On a saddle between these two mountains lay the settlement of Cullen.
We drove along the airstrip, past the caravans of the white advisers, towards a building of galvanised sheet. There was a petrol pump outside it. The sun had come out and it was hot and sticky. Packs of dogs were squabbling over a few scraps of offal. There was no one about.
Dispersed among the bushes were a number of humpies, but most of the Pintupi preferred to live in windbreaks of thorn. A few bits of washing were hanging out to dry.
‘Who would guess’, said Arkady, ‘that this is a flourishing community of four hundred souls?’
‘Not me,’ I said.
The store was locked.
‘We’d better go and rout out Rolf.’
‘Who is this Rolf?’
‘Rolf Niehart,’ he said. ‘You’ll see.’
He pointed the Land Cruiser towards a caravan set in some trees. There was a generator purring in a shed alongside. Arkady sidestepped the puddles and rapped on the door.
‘Rolf?’ he called.
‘Who’s that?’ someone answered in a sleepy voice.
‘Ark!’
‘Ha! The Great Do-Gooder himself!’
‘That’ll do.’
‘Your humble servant.’
‘Open up.’
‘Clothed or unclothed?’
‘Clothed, you little monster!’
After a few moments of rummaging about, Rolf appeared at the caravan door, scrubbed and immaculate, like someone off the beach in St Tropez, in cut-off jeans and a striped French sailor’s shirt. He was built on a minuscule scale, and can’t have been more than four foot ten. He had a prominent bridge to his nose, but what was so arresting was the colour scheme: uniform amber – golden, sandy amber – the eyes steady and mocking; the
hair en brosse, very French; the skin tanned, oiled, unlined, without a pimple or blemish anywhere. And when he opened his mouth, he displayed a set of glittering triangular teeth, like a baby shark’s.
He was the store manager.
‘Enter,’ he said, ceremoniously.
Inside the caravan, you could hardly move for books: novels mostly, in shelves and in stacks; hardback and paperback; English and American novels; novels in French and German; from the Czech, the Spanish, the Russian; unopened packages from the Gotham Book Mart; heaps of the Nouvelle Revue Française and the New York Review; literary journals; journals of literature in translation, dossiers, files, card indexes . . .

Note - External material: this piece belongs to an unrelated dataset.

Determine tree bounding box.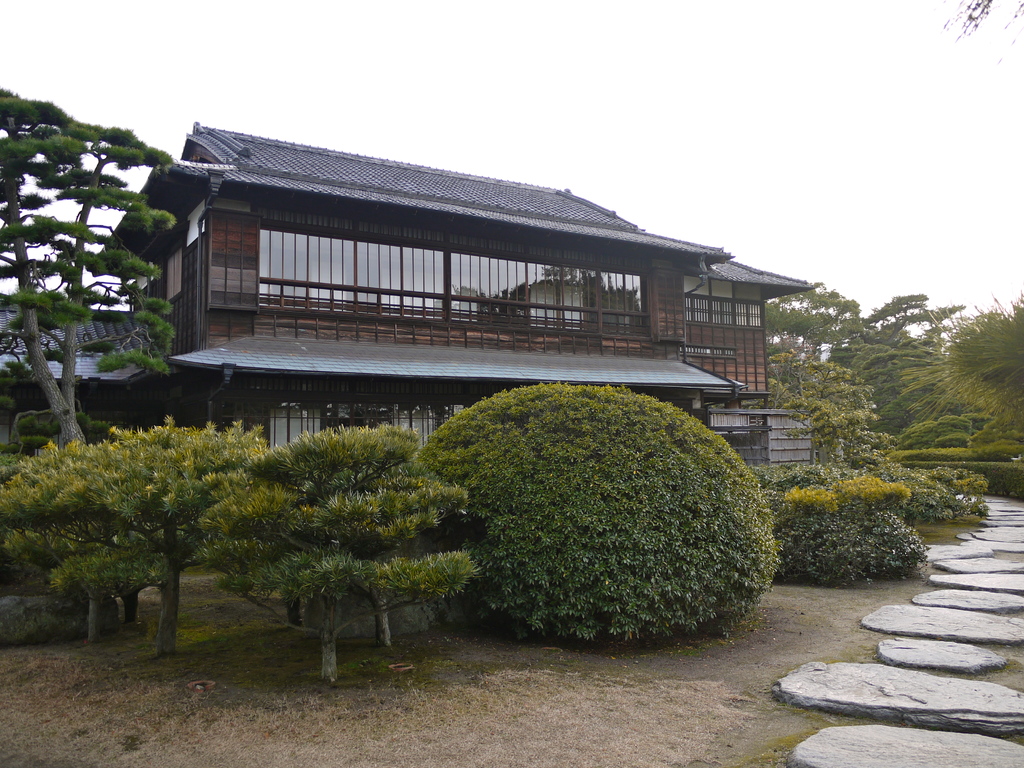
Determined: 903:296:1023:431.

‘Sit!’ he said, as if there was anywhere to sit until we’d cleared a space.
By the time we had done so, Rolf had poured three cups of coffee from the espresso machine, lit himself a Gauloise, and was holding forth, in a staccato rat-tat-tat, against the whole of contemporary fiction. One after the other, the big names were set up on the block of this literary executioner, played with, and put down with a single syllable, ‘Shit!’

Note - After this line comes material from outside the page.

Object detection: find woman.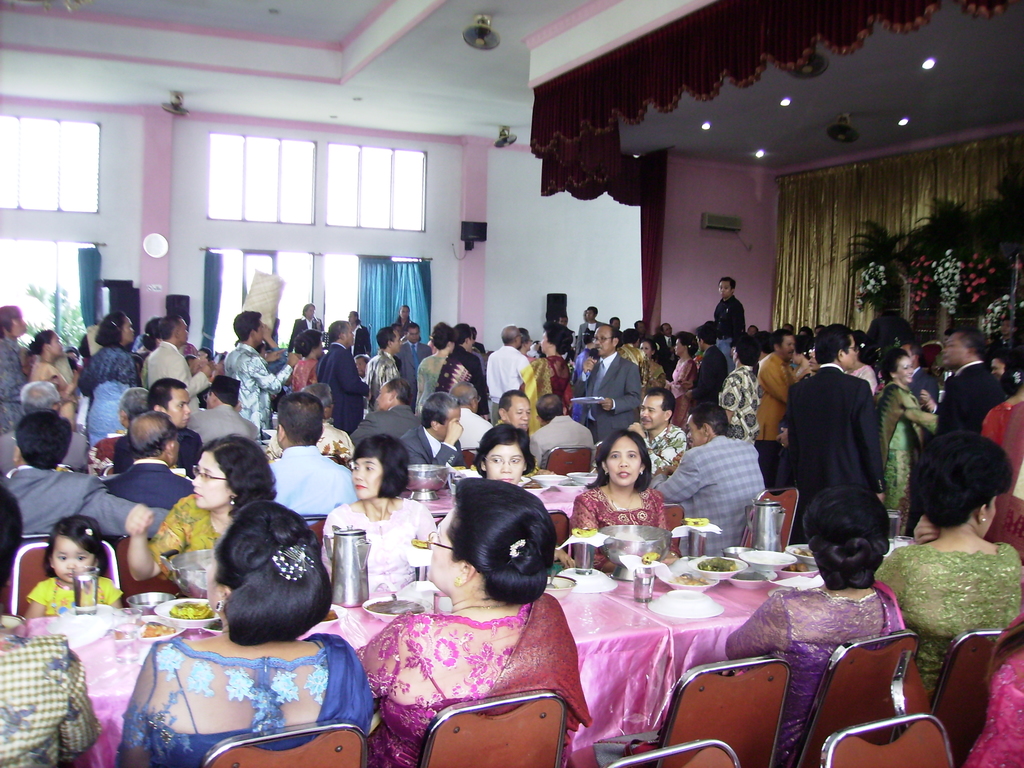
<region>668, 332, 698, 426</region>.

The Americans were ‘bores’. The Australians were ‘infantile’. The South Americans were ‘over’. London was a ‘cesspit’, Paris not much better. The only half-decent work was being done in Eastern Europe.
‘Providing’, he snapped, ‘they stay there!’

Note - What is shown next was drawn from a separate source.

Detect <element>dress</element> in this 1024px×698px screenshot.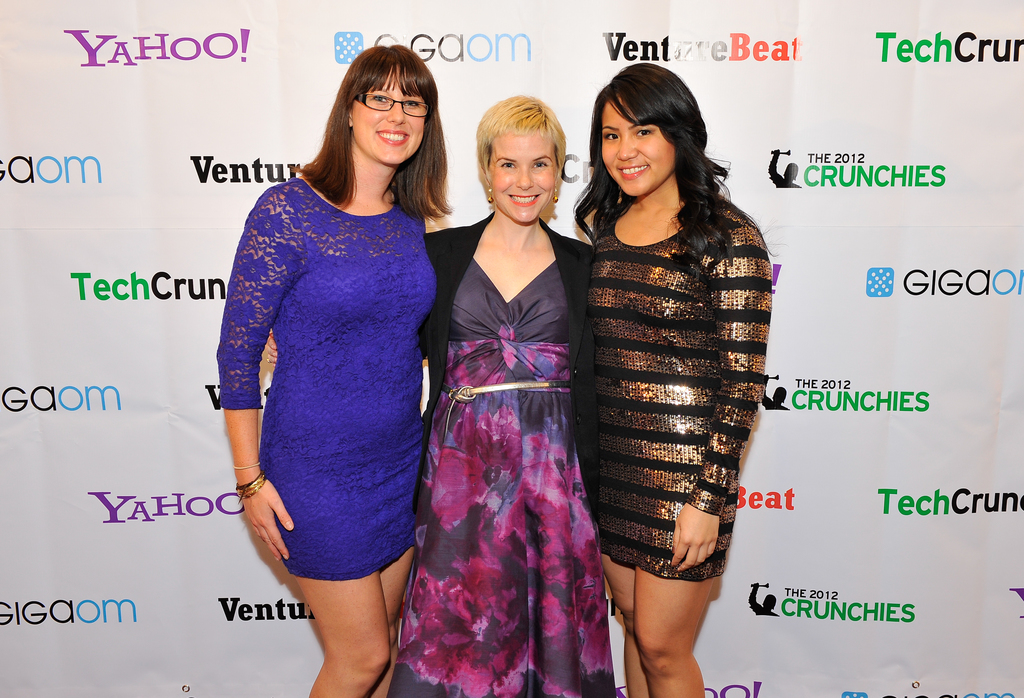
Detection: BBox(212, 175, 444, 578).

He next turned his venom on to publishers and agents until Arkady could take it no longer.
‘Look, little monster. We are tired.’
‘You look tired,’ he said. ‘You also look filthy.’
‘Where are we going to sleep?’
‘In a lovely, air-conditioned caravan.’
‘Whose caravan?’
‘Put specially at your disposal by the Cullen Community. With clean sheets on the beds, cool drinks in the fridge . . .’
‘I said whose caravan?’
‘Glen’s,’ he said. ‘He hasn’t moved into it yet.’
Glen was a community adviser.
‘So where’s Glen?’
‘In Canberra,’ said Rolf. ‘For a conference. Silly ponce!’
He nipped outside, jumped into the Land Cruiser and headed us towards a brand-new, smartly painted caravan a few hundred yards away. Hanging from the branch of a ghost-gum, there was a canvas bucket-shower, with two water containers under it.